VATICAN CITY — Hope is patient, concrete and extraordinary in that it can change everything, the papal preacher said.
Hope “is the opposite of impatience, of haste, of ‘everything immediately.’ It is the antidote to discouragement. It keeps yearning alive,” Cardinal Raniero Cantalamessa told Pope Francis and members of the Roman Curia during a Lenten meditation in the Paul VI Audience Hall March 15.
Reflecting on Jesus’ words from St. John’s Gospel — “I am the resurrection and the life” — Cardinal Cantalamessa said there are two kinds of resurrection: the resurrection of the body and the “resurrection of the heart that must take place every day!”
The resurrection of the heart is the rebirth of hope, he said.
“Strangely, the word ‘hope’ is absent in Jesus’ preaching,” he said, “even though all his preaching proclaims that there is a resurrection from death and eternal life.”
The reason there are no words about hope in the Gospel is simple, the cardinal said: “Christ first had to die and rise again. By rising again, he opened the source of hope; he inaugurated the very object of hope, which is a life with God beyond death.”
The rebirth of hope in one’s heart is like what happens to the man crippled from birth whom Peter heals at the gate of the temple. Peter gives him neither silver nor gold but commands, “In the name of Jesus Christ the Nazorean, (rise and) walk,” and the man leaps up, jumping and praising God.
“Something similar could happen to us, too,” because of divine hope, carried by the word of God, which says, “Get up and walk,” the cardinal said. The heart can go from being paralyzed by difficulties to getting up and entering “the heart of the church at last, ready to take on, once again and joyfully, the tasks and responsibilities assigned to us by providence and obedience.”
“These are the daily miracles of hope,” Cardinal Cantalamessa said. “It puts thousands of people spiritually crippled and paralyzed back on their feet, thousands of times.”
“What is extraordinary about hope is that its presence changes everything, even when outwardly nothing changes,” he said.
It does not let people lay back and dream about an imaginary world, he said. “On the contrary, it is very concrete and practical,” always finding there is something that can be done to improve every situation.
Hope, however, is also patient, he said. Quoting St. Paul’s Letter to the Romans, difficulties produce endurance and “endurance, proven character, and proven character, hope, and hope does not disappoint, because the love of God has been poured out into our hearts through the Holy Spirit that has been given to us.”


● **Action item**
Pull every line from the records that has the word "button" in it.
==*==
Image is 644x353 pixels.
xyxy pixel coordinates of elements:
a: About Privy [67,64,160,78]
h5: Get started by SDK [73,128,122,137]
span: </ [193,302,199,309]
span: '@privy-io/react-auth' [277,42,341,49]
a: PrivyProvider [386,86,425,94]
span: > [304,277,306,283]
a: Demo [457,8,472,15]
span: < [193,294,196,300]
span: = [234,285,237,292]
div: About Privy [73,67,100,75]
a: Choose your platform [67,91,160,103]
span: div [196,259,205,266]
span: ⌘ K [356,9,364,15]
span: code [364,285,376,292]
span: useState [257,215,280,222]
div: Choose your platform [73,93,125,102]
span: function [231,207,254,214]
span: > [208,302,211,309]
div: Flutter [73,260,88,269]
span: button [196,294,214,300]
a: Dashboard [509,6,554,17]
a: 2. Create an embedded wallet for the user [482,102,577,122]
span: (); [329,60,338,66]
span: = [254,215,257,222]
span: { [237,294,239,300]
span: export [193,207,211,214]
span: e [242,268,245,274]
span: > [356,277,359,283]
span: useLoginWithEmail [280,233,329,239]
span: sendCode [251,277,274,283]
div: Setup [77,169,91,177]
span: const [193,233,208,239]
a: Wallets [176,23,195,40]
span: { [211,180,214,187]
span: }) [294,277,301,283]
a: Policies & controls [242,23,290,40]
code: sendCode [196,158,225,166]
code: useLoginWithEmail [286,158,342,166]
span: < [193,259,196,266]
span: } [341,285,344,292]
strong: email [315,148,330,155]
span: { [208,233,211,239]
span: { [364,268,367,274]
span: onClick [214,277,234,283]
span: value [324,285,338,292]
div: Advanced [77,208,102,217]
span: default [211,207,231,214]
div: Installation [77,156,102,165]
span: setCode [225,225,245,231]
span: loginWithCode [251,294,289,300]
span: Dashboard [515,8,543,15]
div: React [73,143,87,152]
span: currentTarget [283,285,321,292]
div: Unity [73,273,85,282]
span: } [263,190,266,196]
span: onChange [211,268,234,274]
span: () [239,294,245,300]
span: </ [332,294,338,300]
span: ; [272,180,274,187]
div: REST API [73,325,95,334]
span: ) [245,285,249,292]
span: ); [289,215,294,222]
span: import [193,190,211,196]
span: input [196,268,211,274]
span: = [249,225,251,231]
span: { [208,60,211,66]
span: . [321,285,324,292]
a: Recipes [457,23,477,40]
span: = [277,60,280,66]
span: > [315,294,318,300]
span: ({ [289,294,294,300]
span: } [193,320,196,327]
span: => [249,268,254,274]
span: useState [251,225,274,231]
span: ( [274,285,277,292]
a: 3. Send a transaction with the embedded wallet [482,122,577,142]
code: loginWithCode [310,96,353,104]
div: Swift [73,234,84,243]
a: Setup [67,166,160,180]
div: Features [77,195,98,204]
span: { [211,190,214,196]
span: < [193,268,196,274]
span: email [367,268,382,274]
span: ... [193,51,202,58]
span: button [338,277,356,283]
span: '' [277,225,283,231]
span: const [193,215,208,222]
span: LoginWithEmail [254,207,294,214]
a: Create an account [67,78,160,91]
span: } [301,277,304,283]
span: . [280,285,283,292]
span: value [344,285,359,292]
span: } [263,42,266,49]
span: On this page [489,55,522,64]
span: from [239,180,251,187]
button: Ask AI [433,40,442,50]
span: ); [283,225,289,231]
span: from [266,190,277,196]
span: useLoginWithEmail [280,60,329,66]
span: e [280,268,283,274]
==*==
● **Solution for this exercise**
span: button [196,294,214,300]
span: button [338,277,356,283]
button: Ask AI [433,40,442,50]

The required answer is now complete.